CBO: Baucus reform bill would reduce federal budget deficit by $81B

Sen. Max Baucus, D-Mont.
Image source: www.baucus.senate.gov
The Congressional Budget Office (CBO) and the staff of the Joint Committee on Taxation (JCT) have released a preliminary analysis of the Senate healthcare reform legislation, Chairman’s Mark for the America’s Healthy Future Act of 2009, estimating the bill would reduce federal budget deficits by $81 billion over the 2010–2019 period.

Among other things, the Chairman’s mark, issued in mid-September by Senate Finance Committee Chair Max Baucus, D-Mont., with its current amendments, would establish a mandate for most legal U.S. residents to obtain health insurance; set up insurance “exchanges” through which certain individuals and families could receive federal subsidies to reduce the cost of purchasing that coverage; expand eligibility for Medicaid; reduce the growth of Medicare’s payment rates for most services (relative to the growth rates projected under current law); impose an excise tax on insurance plans with relatively high premiums; and make other changes to the Medicaid and Medicare programs and the federal tax code.

According to the CBO, its estimate includes a projected net cost of $518 billion over 10 years for the proposed expansions in insurance coverage. That net cost itself reflects a gross total of $829 billion in credits and subsidies provided through the exchanges, increased net outlays for Medicaid and the Children’s Health Insurance Program (CHIP) and tax credits for small employers. CBO said that those costs are partly offset by $201 billion in revenues from the excise tax on high-premium insurance plans and $110 billion in net savings from other sources.

The office also estimated that the net cost of coverage expansions would be “more than offset” by the combination of other spending changes that would save $404 billion over the 10 years and other provisions that the JCT and CBO estimate would increase federal revenues by $196 billion over the same period.

In subsequent years, the collective effect of those provisions would probably be continued reductions in federal budget deficits. However, the organizations acknowledged that “those estimates are all subject to substantial uncertainty.”

On a preliminary basis, the CBO and JCT estimated that the proposal’s specifications affecting health insurance coverage would result in a net increase in federal deficits of $518 billion over fiscal years 2010 through 2019. That estimate primarily reflects $345 billion in additional federal outlays for Medicaid and CHIP and $461 billion in federal subsidies that would be provided to purchase coverage through the new insurance exchanges and related spending.

According to the organizations, the other element of the coverage provisions that would increase federal deficits is the tax credit for small employers who offer health insurance, which is estimated to reduce revenues by $23 billion over 10 years. Those costs would be partly offset by receipts or savings totaling $311 billion over the 10-year budget window, from four sources:
  • Net revenues from the excise tax on high-premium insurance plans, totaling $201 billion;
  • Penalty payments by uninsured individuals, which would amount to $4 billion;
  • Penalty payments by employers whose workers received subsidies via the exchanges, which would total $23 billion; and
  • Other budgetary effects, mostly on tax revenues, associated with the expansion of federally subsidized insurance, which would reduce deficits by $83 billion.

    By 2019, the CBO and JCT estimated that the number of non-elderly people who are uninsured would be reduced by about 29 million, leaving about 25 million non-elderly residents uninsured (one-third of whom would be unauthorized immigrants). Under the proposal, the share of legal non-elderly residents with insurance coverage would rise from about 83 percent currently to about 94 percent.

    Also, about 23 million people would purchase their own coverage through the new insurance exchanges, and there would be roughly 14 million more enrollees in Medicaid and CHIP than is projected under current law.

    Finally, the proposed co-ops had "very little effect" on the estimates of total enrollment in the exchanges or federal costs because, as they are described in the specifications, they seem unlikely to establish a significant market presence in many areas of the country or to noticeably affect federal subsidy payments.

    As a result, the CBO estimated that of the $6 billion in federal funds that would be made available, about $3 billion would be spent over the 2010–2019 period.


#### Requirement
Look through the entries below. Report each line that has the word "demand" in it.

(Stored dataset items)
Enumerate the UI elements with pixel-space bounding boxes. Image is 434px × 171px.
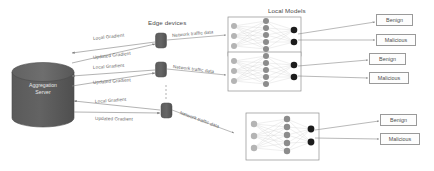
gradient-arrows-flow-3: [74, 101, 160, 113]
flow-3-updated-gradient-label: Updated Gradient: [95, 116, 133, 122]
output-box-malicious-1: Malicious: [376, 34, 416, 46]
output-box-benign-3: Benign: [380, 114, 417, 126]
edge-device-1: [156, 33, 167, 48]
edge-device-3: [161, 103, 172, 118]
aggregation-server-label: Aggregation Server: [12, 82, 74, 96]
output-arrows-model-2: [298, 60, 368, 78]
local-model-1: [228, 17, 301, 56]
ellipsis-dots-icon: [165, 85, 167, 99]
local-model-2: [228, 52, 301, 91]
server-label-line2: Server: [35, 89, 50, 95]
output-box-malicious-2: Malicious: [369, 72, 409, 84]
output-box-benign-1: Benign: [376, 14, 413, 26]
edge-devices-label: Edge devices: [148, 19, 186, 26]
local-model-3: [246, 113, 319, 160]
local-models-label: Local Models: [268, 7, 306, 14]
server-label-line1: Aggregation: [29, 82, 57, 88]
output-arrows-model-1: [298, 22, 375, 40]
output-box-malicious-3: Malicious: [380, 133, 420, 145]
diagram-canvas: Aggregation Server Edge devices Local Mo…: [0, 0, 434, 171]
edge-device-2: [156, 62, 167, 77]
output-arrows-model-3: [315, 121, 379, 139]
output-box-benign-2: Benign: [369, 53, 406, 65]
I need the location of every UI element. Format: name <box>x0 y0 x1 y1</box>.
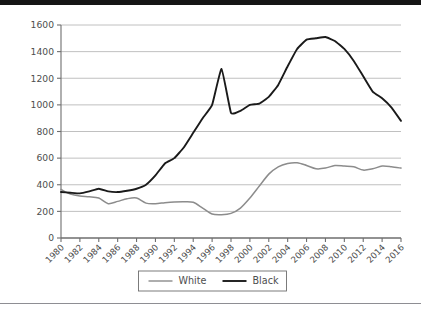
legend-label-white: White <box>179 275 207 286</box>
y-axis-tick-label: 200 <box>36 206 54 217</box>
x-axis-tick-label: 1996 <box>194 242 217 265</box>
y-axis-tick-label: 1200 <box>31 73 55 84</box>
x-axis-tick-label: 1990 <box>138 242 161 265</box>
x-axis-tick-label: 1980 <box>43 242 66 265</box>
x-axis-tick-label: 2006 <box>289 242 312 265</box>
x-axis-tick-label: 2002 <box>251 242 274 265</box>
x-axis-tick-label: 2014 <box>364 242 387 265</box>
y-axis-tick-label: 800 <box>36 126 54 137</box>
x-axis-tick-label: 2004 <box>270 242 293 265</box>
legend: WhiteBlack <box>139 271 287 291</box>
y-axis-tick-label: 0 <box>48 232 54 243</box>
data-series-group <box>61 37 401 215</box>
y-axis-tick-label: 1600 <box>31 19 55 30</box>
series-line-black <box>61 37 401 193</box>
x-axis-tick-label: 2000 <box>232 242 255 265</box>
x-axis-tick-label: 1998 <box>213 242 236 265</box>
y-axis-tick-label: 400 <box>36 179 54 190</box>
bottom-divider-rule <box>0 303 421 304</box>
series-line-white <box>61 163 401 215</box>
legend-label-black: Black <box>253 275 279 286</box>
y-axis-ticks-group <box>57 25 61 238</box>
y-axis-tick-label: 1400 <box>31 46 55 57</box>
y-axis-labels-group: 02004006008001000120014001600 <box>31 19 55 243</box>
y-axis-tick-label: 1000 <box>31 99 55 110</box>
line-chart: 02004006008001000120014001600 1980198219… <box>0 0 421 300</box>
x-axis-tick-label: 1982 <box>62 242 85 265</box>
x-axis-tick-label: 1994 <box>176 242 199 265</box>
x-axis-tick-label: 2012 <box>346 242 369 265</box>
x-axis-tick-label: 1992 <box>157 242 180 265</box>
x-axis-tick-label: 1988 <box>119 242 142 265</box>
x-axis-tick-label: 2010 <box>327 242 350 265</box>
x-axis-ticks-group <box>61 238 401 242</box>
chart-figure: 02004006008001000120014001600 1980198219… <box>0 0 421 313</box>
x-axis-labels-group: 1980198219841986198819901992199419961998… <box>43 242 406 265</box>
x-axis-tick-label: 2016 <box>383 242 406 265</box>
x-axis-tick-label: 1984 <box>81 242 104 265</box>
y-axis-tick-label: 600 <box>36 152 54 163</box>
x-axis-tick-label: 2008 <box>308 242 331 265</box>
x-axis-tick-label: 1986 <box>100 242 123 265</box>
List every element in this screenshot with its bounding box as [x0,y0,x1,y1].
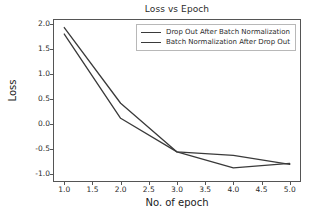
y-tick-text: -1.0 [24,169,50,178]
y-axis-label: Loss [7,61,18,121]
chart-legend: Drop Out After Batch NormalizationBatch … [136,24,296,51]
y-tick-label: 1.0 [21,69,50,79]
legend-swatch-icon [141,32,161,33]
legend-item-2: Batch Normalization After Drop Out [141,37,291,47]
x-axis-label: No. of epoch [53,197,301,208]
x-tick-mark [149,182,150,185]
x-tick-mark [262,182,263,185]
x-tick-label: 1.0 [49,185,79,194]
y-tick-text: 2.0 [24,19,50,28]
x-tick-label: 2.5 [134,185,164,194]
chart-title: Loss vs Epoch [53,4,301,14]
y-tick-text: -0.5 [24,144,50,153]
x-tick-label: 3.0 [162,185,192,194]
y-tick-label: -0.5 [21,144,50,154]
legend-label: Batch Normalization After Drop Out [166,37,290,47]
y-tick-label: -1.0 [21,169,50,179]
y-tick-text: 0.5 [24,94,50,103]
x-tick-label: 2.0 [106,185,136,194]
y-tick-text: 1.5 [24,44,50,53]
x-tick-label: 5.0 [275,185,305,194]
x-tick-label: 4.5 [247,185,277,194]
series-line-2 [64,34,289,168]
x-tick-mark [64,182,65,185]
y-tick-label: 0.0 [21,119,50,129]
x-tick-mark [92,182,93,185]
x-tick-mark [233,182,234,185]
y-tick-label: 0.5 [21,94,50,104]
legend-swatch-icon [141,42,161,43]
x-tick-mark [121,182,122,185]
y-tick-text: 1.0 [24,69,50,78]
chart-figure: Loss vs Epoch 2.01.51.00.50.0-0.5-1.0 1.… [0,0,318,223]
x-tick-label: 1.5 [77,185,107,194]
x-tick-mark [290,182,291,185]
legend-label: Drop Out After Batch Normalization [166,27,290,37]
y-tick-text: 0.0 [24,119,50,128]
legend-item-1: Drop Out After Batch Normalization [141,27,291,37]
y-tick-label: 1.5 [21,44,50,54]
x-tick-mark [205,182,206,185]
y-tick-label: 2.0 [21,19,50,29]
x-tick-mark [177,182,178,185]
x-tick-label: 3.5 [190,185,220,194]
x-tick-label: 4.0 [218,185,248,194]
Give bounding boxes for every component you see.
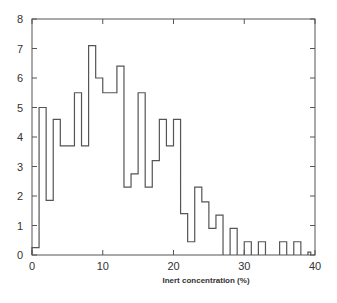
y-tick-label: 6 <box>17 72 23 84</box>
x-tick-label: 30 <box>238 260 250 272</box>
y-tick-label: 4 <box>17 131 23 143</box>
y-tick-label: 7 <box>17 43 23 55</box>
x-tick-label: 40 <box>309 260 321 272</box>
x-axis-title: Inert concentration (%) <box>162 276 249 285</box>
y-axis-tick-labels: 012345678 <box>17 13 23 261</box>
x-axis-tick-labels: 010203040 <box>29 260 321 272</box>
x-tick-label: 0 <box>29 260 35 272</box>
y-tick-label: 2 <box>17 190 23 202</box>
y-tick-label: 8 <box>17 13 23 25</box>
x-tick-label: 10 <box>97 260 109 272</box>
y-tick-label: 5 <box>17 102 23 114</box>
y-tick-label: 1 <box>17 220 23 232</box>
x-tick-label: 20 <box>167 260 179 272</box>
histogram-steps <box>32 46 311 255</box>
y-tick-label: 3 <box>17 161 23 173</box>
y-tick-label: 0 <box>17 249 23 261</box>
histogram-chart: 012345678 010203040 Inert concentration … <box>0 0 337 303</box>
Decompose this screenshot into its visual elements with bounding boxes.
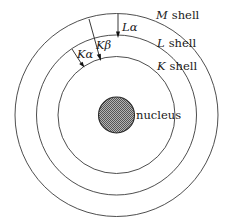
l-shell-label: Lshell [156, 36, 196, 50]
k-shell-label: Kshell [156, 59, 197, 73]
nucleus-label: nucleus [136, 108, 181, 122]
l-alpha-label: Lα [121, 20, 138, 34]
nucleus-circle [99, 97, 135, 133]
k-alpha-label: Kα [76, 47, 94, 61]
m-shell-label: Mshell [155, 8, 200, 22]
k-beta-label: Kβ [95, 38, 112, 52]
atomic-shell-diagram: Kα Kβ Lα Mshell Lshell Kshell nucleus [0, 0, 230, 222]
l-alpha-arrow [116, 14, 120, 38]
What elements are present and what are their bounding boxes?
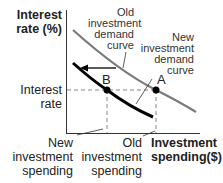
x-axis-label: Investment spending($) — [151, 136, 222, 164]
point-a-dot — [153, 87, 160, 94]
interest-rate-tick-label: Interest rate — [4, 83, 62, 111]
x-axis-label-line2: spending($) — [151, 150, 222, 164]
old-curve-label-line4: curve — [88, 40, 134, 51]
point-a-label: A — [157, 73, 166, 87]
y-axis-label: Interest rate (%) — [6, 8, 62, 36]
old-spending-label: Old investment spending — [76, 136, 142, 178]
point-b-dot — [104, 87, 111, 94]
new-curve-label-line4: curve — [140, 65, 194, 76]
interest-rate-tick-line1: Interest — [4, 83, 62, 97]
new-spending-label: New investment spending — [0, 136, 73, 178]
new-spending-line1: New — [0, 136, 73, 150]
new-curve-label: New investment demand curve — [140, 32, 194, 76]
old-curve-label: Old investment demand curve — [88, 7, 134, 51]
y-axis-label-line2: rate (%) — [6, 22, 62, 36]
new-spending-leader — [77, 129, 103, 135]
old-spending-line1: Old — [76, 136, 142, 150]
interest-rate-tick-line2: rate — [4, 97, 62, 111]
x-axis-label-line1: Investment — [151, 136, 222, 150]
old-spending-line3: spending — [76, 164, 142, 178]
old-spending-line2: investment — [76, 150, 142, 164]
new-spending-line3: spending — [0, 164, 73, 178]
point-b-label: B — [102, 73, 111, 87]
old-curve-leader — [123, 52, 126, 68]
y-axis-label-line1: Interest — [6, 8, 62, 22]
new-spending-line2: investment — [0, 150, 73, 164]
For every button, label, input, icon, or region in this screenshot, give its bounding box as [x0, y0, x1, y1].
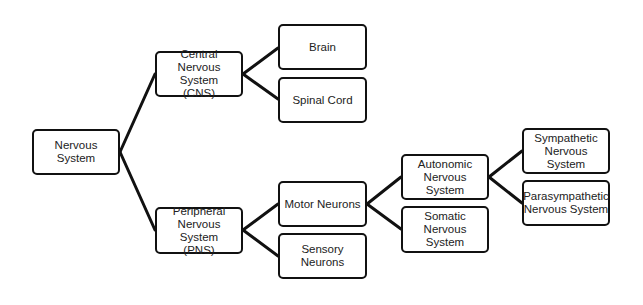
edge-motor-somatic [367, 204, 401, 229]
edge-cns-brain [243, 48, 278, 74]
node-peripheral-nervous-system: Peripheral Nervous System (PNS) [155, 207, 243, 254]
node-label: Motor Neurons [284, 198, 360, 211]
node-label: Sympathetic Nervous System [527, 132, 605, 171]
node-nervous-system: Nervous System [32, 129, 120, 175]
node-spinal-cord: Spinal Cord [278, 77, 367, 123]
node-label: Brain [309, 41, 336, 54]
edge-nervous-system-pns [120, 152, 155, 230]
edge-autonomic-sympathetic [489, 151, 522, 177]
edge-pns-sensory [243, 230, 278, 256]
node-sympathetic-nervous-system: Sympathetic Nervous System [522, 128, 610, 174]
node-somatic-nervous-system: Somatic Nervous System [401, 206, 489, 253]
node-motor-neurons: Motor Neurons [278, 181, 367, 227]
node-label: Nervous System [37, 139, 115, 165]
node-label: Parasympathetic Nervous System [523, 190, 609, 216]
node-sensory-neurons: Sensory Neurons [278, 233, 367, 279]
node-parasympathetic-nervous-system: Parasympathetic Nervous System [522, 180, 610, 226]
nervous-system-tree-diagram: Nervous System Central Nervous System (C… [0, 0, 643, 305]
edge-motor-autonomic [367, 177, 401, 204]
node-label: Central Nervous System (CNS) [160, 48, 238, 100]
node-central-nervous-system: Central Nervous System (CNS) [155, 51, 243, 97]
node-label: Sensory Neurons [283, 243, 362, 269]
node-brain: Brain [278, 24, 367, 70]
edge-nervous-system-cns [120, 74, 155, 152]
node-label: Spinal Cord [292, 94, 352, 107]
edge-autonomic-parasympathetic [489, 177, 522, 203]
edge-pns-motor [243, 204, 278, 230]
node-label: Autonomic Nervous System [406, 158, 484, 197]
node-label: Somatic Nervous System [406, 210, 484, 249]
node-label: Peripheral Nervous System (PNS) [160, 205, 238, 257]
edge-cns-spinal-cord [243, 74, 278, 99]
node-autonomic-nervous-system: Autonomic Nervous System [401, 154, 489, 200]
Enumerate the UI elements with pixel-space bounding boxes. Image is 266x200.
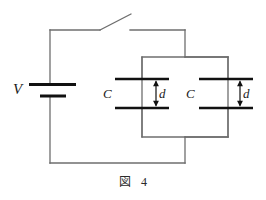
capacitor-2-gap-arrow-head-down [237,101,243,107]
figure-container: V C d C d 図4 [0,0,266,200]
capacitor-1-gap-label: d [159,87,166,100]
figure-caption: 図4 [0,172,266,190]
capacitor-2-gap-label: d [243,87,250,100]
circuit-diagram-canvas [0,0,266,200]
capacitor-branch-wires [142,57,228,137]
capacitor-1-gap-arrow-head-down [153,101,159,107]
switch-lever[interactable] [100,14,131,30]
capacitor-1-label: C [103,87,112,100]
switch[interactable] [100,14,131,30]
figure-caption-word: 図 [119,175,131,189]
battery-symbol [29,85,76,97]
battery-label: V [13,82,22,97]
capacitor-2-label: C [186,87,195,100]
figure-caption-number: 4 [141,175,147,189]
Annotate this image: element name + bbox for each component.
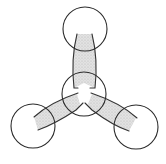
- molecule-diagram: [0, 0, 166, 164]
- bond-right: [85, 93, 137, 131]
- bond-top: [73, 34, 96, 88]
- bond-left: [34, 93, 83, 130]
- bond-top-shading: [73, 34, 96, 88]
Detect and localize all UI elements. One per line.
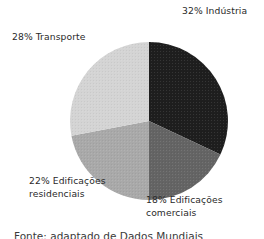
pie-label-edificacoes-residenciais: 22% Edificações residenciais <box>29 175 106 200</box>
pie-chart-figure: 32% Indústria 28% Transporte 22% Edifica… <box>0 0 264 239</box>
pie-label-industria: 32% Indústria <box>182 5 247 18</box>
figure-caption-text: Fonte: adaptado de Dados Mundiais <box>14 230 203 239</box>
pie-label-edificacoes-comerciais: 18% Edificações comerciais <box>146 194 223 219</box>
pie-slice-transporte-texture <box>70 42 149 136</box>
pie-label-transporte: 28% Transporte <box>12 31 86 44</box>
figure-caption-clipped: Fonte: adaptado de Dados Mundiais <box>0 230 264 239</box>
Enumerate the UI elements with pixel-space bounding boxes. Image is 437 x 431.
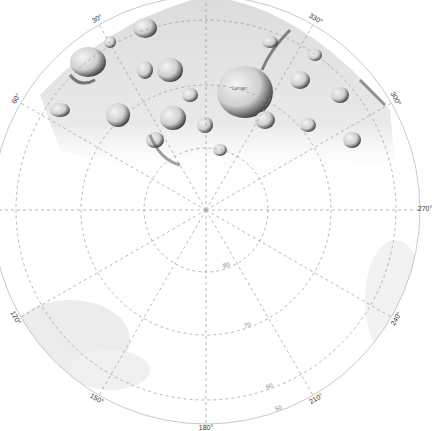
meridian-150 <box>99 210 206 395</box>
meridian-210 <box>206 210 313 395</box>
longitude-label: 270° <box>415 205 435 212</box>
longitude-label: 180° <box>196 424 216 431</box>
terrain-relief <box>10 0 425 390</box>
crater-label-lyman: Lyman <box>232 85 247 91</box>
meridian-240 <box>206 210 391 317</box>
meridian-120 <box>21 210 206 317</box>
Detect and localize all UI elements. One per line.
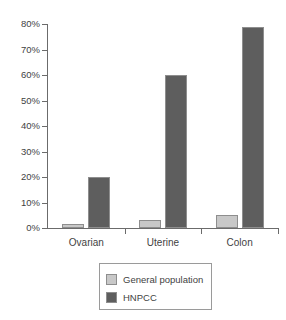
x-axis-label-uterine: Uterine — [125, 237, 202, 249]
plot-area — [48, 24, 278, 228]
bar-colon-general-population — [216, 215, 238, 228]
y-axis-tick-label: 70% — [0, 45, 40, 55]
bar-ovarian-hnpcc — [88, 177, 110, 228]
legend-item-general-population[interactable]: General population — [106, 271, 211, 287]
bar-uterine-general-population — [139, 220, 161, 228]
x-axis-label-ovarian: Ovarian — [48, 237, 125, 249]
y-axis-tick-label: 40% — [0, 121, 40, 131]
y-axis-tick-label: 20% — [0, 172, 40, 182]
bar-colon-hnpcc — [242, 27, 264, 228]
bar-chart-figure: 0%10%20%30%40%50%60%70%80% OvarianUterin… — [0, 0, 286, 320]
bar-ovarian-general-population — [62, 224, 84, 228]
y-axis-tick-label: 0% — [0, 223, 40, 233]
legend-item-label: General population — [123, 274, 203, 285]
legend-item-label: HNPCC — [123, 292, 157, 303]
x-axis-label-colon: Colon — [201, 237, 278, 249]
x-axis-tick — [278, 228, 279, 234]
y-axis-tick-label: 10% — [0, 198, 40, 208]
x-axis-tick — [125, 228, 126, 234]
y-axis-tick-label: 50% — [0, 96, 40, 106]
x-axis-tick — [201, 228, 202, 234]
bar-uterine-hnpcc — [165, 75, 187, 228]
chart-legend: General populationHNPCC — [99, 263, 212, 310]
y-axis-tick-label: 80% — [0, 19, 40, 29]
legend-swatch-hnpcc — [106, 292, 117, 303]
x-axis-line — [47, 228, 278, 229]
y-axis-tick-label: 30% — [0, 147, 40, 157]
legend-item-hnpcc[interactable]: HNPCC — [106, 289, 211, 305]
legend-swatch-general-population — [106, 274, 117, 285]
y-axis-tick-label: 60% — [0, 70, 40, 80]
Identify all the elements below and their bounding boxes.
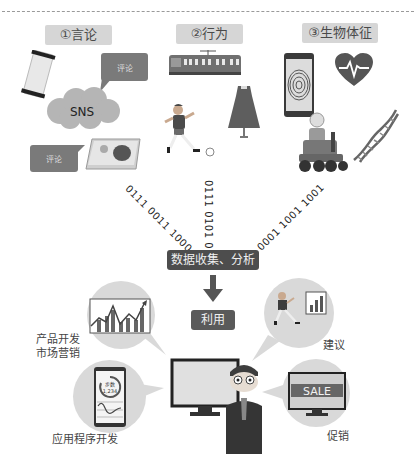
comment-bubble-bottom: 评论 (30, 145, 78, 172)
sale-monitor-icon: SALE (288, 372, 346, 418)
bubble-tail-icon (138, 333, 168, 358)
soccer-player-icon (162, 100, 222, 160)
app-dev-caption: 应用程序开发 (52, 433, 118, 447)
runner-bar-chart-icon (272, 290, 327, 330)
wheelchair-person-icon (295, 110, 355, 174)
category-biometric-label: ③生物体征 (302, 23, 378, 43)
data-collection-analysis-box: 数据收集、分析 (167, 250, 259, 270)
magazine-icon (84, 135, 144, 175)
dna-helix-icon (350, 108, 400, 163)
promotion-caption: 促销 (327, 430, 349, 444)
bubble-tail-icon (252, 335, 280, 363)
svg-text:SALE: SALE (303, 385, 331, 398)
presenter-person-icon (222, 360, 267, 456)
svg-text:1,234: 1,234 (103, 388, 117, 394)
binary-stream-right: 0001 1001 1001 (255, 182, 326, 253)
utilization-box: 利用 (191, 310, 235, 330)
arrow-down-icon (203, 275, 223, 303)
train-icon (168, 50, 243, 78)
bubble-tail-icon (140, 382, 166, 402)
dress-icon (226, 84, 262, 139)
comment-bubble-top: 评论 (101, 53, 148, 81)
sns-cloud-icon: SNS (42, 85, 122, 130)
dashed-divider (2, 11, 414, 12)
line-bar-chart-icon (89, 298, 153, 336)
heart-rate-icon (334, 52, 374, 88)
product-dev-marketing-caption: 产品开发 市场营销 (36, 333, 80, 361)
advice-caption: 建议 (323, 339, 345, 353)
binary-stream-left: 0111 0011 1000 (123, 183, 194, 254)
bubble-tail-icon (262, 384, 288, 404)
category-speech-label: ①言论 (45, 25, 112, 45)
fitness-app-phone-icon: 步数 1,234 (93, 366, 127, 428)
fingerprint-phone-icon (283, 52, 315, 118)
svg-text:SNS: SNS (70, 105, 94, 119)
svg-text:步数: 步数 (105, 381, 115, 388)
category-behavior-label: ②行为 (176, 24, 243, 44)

#### Task answer
new-curve-label: New investment demand curve — [140, 32, 194, 76]
old-curve-label: Old investment demand curve — [88, 7, 134, 51]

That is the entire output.